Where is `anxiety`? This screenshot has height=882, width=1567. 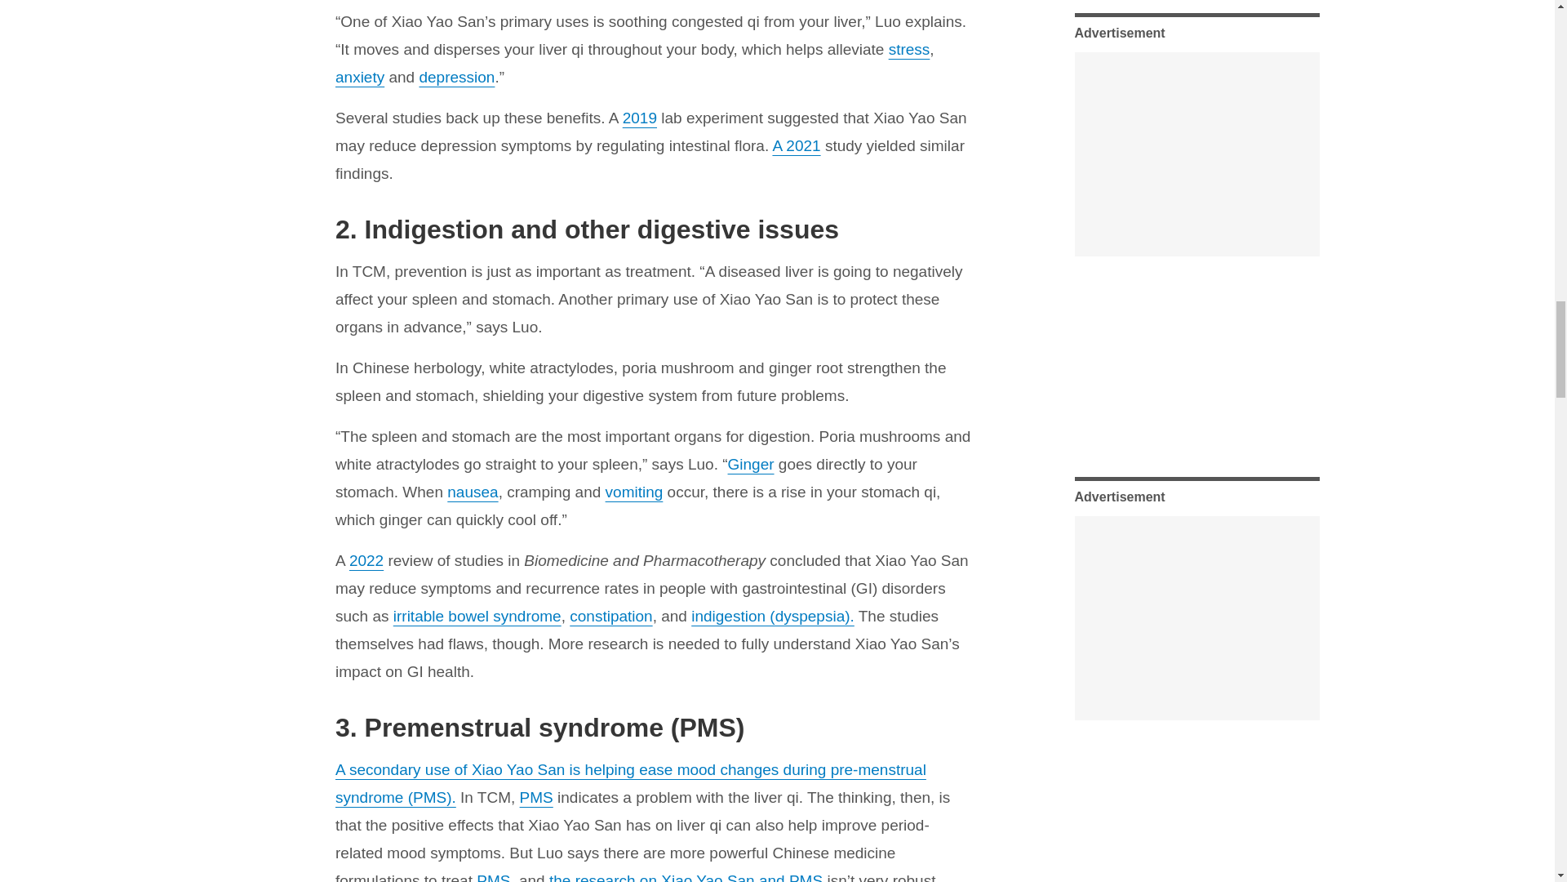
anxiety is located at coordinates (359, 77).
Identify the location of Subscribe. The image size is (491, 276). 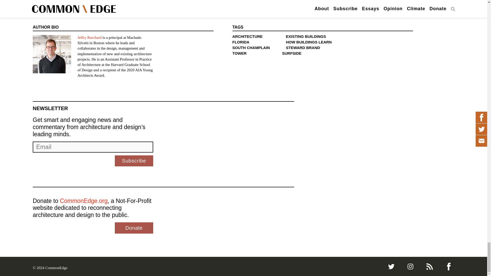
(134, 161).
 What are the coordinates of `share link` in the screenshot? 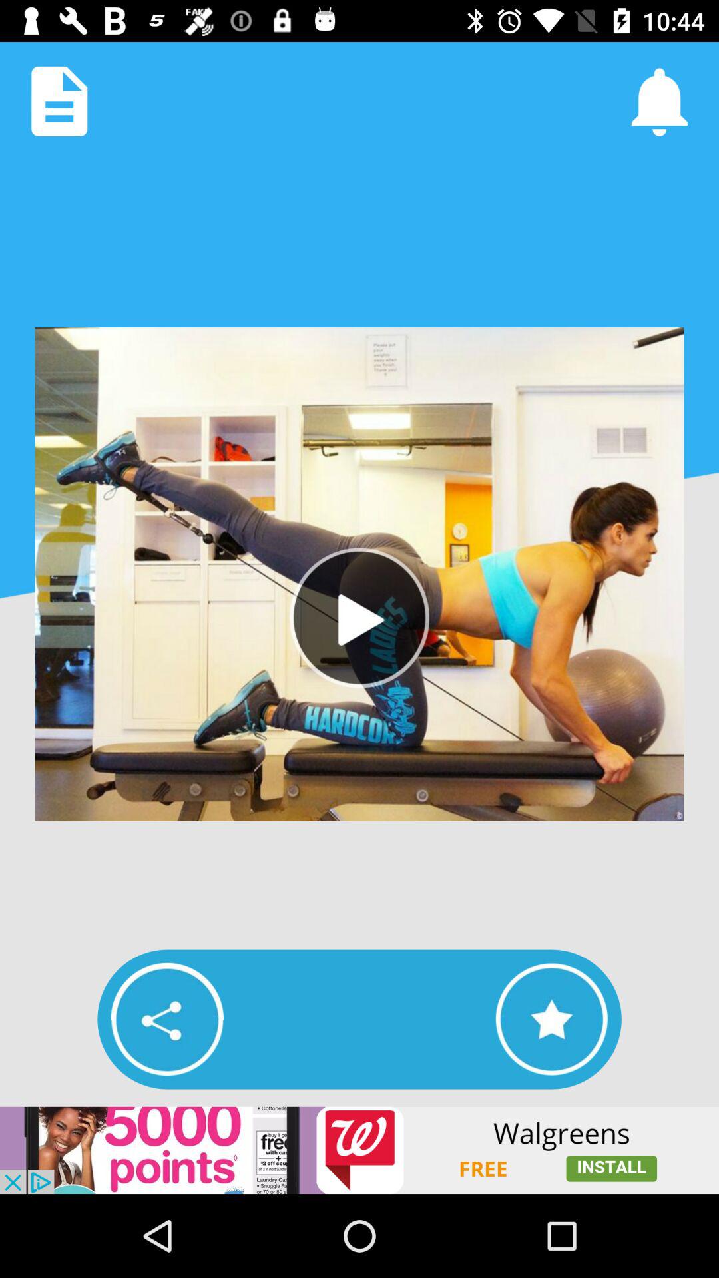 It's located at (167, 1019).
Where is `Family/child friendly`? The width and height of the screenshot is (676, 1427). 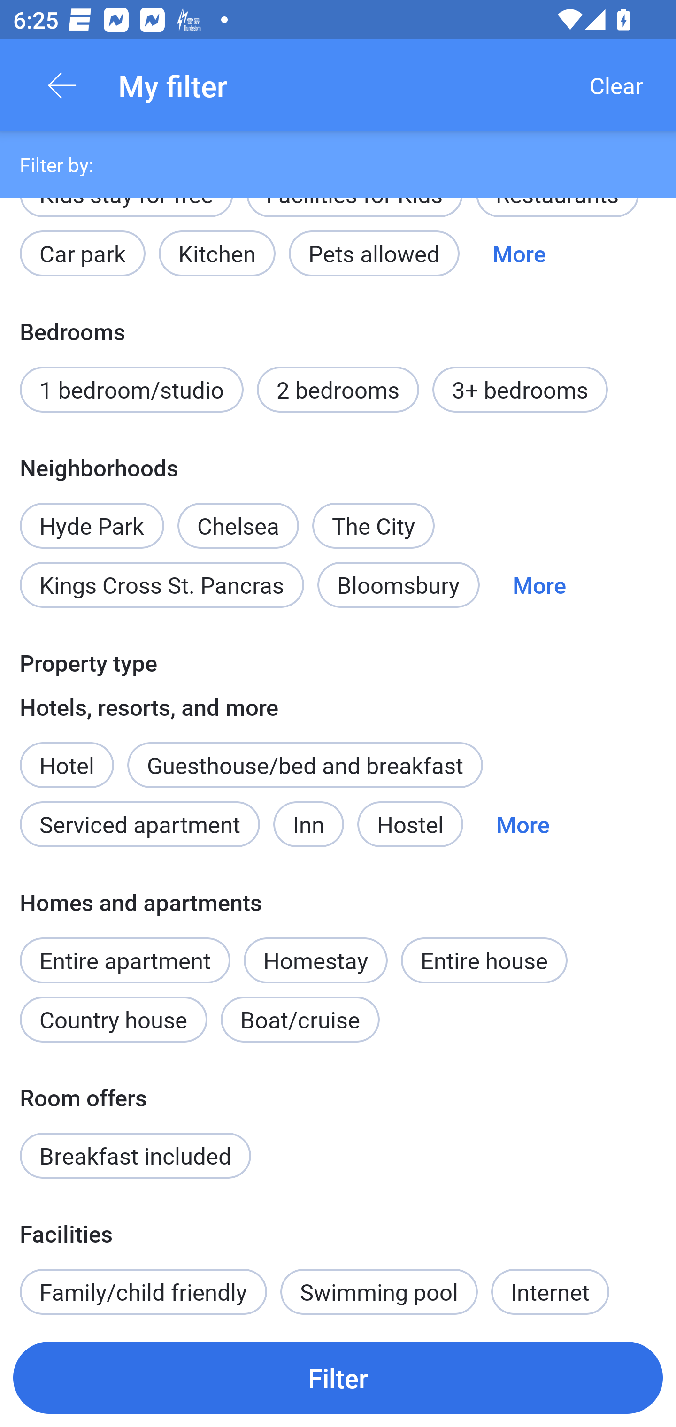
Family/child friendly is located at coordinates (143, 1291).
_ _ _ _ _ _ _
### [GOAL OF THE EXERCISE]
Of the entries above, print exactly those lines that run from the one containing "is (676, 1427)." through the last line, excluding any pictures.

### [ANSWER SECTION]
Where is `Family/child friendly`? The width and height of the screenshot is (676, 1427). 
Family/child friendly is located at coordinates (143, 1291).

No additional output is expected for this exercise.